Two Poems by Mahalet Dejene


Red, Violent Earth


Itaytay, whose hands are withered like an off-season peach
is rubbing the blood off the dress my father bought me.
It was white like the powder that falls from the sky in America.
Melaku yinadedibignal inde? I asked, “is father going to be angry?”
She looks down at me, her old eyes black like olives and says Anchi tifatena, “troublemaker.”

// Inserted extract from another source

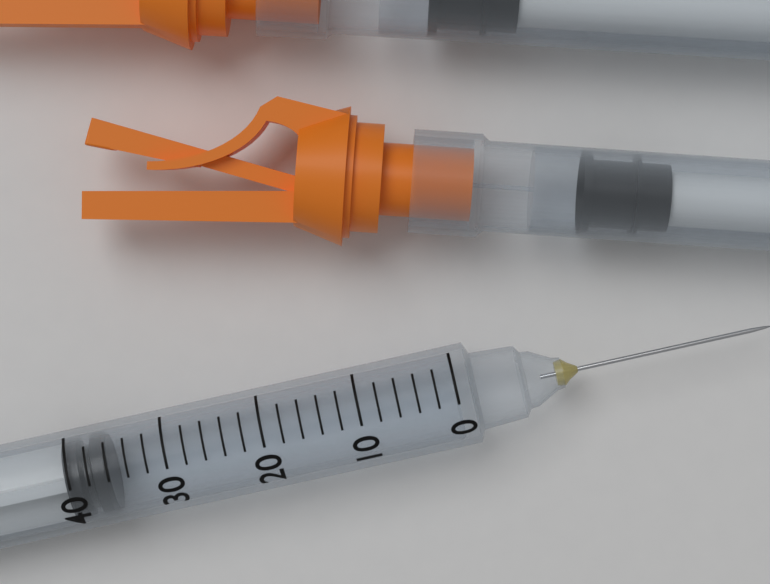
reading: 36 (no unit)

There Are More Fish In The Sea, Or So They Tell Me
in the style of Terrance Hays

I think you know, you think I know, I think she knows, he thinks you know, you think she knows, we think who knows over and over again. When? I discovered the origin of our decision was lost: someone somewhere forgot to document who cared more. The dolphins we loved, floundered alone in beach sand. The same way she did. Me? I'm an opening doors kind of gal, the girl who sees the glass but not the water. The one who swears when she sneezes and cries when she wins, you know what I mean? (I sing when I feel like it and I talk out of turn, but that's another story entirely.) I fought back in the same way sea lions do. I roared and sunk my tooth in. She was a wild turkey almost everyday, and he, he was flying too high to begin with. But recently, when I'm feeling bluegray, I touch my elbow and remember your once tight and leathery grip.


Mahalet Dejene

is going to be a Journalism and Spanish double major and Creative Writing minor (concentrating in poetry) at New York University.